For founders working through cap-table mechanics, the practical message is the same as it has always been: get assignments in writing from every contributor (employees, contractors, advisors, anyone who touched the code), and accept that the named inventors on any patent must be the humans who conceived the claimed invention.

What this is not

  • Not legal advice. Specific filings should be discussed with a registered patent attorney.
  • Not a guarantee of validity. Even perfect documentation cannot save an invention that lacks human conception. The record helps counsel evaluate and support inventorship; it cannot create it.
  • Not a recommendation to preserve every AI prompt. Preservation should be counsel-directed. AI prompts can implicate privilege, confidentiality, trade secret, and litigation considerations that a one-size-fits-all "save everything" approach mishandles.
  • Not a fully settled doctrine. The "supervised AI suggestion" gray zone in the conception analysis is genuinely unsettled. The Federal Circuit has not issued an AI-specific holding. Practitioners should expect the doctrine to develop over the next several years.

What to watch next

  • District-court and Federal Circuit cases testing AI-assisted conception records. None on the public docket as of June 2026, but the question is overdue for a holding.
  • USPTO updates to AI-related examination materials, including possible refinements to the November 2025 guidance as practitioner feedback accumulates.
  • State-law ownership statutes that may confuse founders but do not change patent inventorship. Arkansas Act 927 is the precedent; more states will follow.
  • Discovery disputes over AI prompts, outputs, and prosecution/drafting records. See our emerging framework page for the framework currently developing.

Sources

Statutes and regulations

35 U.S.C. § 100(f): Definitions. The "individual" definition that anchors the human-only inventorship rule. 35 U.S.C. § 116: Joint inventors. Recognizes inventors who did not work together, made unequal contributions, or contributed to different claims. 37 C.F.R. § 1.48: Correction of inventorship in a patent application.
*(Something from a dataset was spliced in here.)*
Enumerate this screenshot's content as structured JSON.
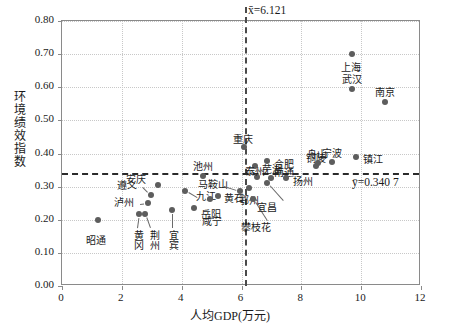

USPTO authoritative guidance

USPTO, Revised Inventorship Guidance for AI-Assisted Inventions, 90 Fed. Reg. 54636 (Nov. 28, 2025), Doc 2025-21457, Docket PTO-P-2025-0014. The current authoritative guidance; rescinds the February 13, 2024 guidance. USPTO, FAQs on Inventorship Guidance for AI-Assisted Inventions. The "no heightened standard, no new disclosure duty, presumption stands" clarifications. MPEP § 2109: Inventorship. The examiner-facing statement of the natural-person requirement; discusses Thaler. MPEP § 2157: Improper Naming of Inventors. The procedural framework for correction under 37 C.F.R. § 1.48 and rejection under §§ 101 and 115 in clear cases. USPTO, Guidance on Use of Artificial Intelligence-Based Tools in Practice Before the USPTO (April 11, 2024). Practitioner-side duties when AI tools are used; bridges to confidentiality, discovery, and litigation considerations.

Case law

Thaler v. Vidal, 43 F.4th 1207 (Fed. Cir. 2022). Inventors must be natural persons. Pannu v. Iolab Corp., 155 F.3d 1344 (Fed. Cir. 1998). The three-factor joint-inventorship test. HIP, Inc. v. Hormel Foods Corp., 66 F.4th 1346 (Fed. Cir. 2023). Modern Federal Circuit reminder of the clear-and-convincing burden on joint inventorship and how Pannu operates in practice. Hybritech, Inc. v. Monoclonal Antibodies, Inc., 802 F.2d 1367 (Fed. Cir. 1986). The "definite and permanent idea of the complete and operative invention" conception standard.

International parallels

EPO Board of Appeal, J 8/20 (Dec. 21, 2021). DABUS designation rejected under the European Patent Convention. UK Supreme Court, Thaler v. Comptroller-General, [2023] UKSC 49 (Dec. 20, 2023). AI cannot be an inventor under the UK Patents Act 1977. Germany, Federal Court of Justice (BGH), X ZB 5/22 (June 11, 2024). DABUS rejected as inventor; tool-style identification allowed alongside human applicant.